As I look back on my first two years of college, I’m beginning to realize just how many friends I’ve gone through. I’ve never been a social elitist (I was a prototypical loser in high school), but I’ve lost contact with at least six or eight people whom I once thought of as “friends for life.”
Making friends and developing a healthy social life is a priority for most college students, especially freshmen. But it’s impossible to be friends with all of the 8,000 undergraduates we have the potential to meet. How do we know when we’ve found someone worth holding on to?
I think I finally have figured out the rule – hang out with people who make you laugh hard in unlikely situations. This advice probably sounds cliche, like something you’d see on an inspirational poster hanging in a counseling office. But all of my college friends who have survived the two-month mark have been able to make me laugh uncontrollably at some point.
Allow me to explain. My friend Lindsay, who happens to be a former PLAY editor, joined me in the food court of Norris University Center one night last Spring Quarter. There was little to talk about, so I turned the conversation to, of all things, a rack of chips on the sandwich counter. I humorously suggested stealing the rack to remedy the growing problem of snack organization in my dorm room. (“Guys, the chip situation is really getting out of control,” Lindsay joked) This shouldn’t have been funny, but we couldn’t stop laughing. Neither of us could breathe.
Something similar happened at Kafein a few weeks later with my friend Beth, a former Daily news editor. While pouring sugar into her coffee, she began energetically singing the words “Sugar in the Raw” to the tune of “Turkey in the Straw.” After I started laughing convulsively, Beth casually remarked that she has been doing this since childhood. Beth is studying abroad in Berlin this quarter, and I won’t be able to see her until next school year, since my Teaching Media internship is in the winter and hers is in the spring. Considering my many failed friendships, you would assume my relationship with Beth eventually would fizzle out. But I know it won’t. Whenever I need a “Beth fix” between our e-mails, I remember her seemingly impromptu sugar song and I smile.
You probably think my friends and I are stupid, and that’s OK. But these two incidents illustrate two points – first, that most of my friends are from The Daily, but more importantly, that being able to find humor in the most unlikely situations is a sign of a lasting friendship.
The jokes themselves don’t matter, but the friendships last forever. Find your own “chip rack” – and, more importantly, a lasting friend. 4
Medill junior Ryan Wenzel is the PLAY editor. He can be reached at [email protected].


§ **What to do**: Copying exactly, give the lines in the material below from the one with "Image resolution: width=1049" to the one with "Locate an element", ends included, and nothing besides.

§ **Entries shown**:
.....

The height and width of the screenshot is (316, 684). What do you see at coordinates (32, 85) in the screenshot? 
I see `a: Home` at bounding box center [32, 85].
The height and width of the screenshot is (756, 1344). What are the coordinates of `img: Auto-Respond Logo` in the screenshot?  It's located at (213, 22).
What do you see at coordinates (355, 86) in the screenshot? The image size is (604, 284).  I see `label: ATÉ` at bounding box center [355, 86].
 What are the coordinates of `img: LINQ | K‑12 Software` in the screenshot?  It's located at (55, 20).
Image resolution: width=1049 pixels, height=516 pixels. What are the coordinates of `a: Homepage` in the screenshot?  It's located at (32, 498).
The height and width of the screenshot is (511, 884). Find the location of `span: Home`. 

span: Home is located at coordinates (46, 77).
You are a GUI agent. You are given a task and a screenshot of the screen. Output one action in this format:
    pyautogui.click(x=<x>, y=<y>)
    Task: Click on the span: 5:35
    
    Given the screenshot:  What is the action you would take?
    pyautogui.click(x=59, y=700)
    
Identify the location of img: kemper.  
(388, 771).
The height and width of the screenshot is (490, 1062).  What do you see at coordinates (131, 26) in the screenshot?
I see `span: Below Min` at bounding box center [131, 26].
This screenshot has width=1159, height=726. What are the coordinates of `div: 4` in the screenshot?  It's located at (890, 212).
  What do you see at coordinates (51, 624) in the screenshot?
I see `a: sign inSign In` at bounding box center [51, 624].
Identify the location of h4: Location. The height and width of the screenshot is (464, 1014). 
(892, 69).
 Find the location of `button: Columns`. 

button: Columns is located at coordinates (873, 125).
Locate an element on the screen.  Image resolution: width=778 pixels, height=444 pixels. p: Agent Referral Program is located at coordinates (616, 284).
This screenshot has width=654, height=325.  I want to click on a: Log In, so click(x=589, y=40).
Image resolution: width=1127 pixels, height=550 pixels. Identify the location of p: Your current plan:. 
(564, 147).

.....

§ **Answer**:
Image resolution: width=1049 pixels, height=516 pixels. What are the coordinates of `a: Homepage` in the screenshot?  It's located at (32, 498).
The height and width of the screenshot is (511, 884). Find the location of `span: Home`. 

span: Home is located at coordinates (46, 77).
You are a GUI agent. You are given a task and a screenshot of the screen. Output one action in this format:
    pyautogui.click(x=<x>, y=<y>)
    Task: Click on the span: 5:35
    
    Given the screenshot:  What is the action you would take?
    pyautogui.click(x=59, y=700)
    
Identify the location of img: kemper.  
(388, 771).
The height and width of the screenshot is (490, 1062).  What do you see at coordinates (131, 26) in the screenshot?
I see `span: Below Min` at bounding box center [131, 26].
This screenshot has width=1159, height=726. What are the coordinates of `div: 4` in the screenshot?  It's located at (890, 212).
  What do you see at coordinates (51, 624) in the screenshot?
I see `a: sign inSign In` at bounding box center [51, 624].
Identify the location of h4: Location. The height and width of the screenshot is (464, 1014). 
(892, 69).
 Find the location of `button: Columns`. 

button: Columns is located at coordinates (873, 125).
Locate an element on the screen.  Image resolution: width=778 pixels, height=444 pixels. p: Agent Referral Program is located at coordinates (616, 284).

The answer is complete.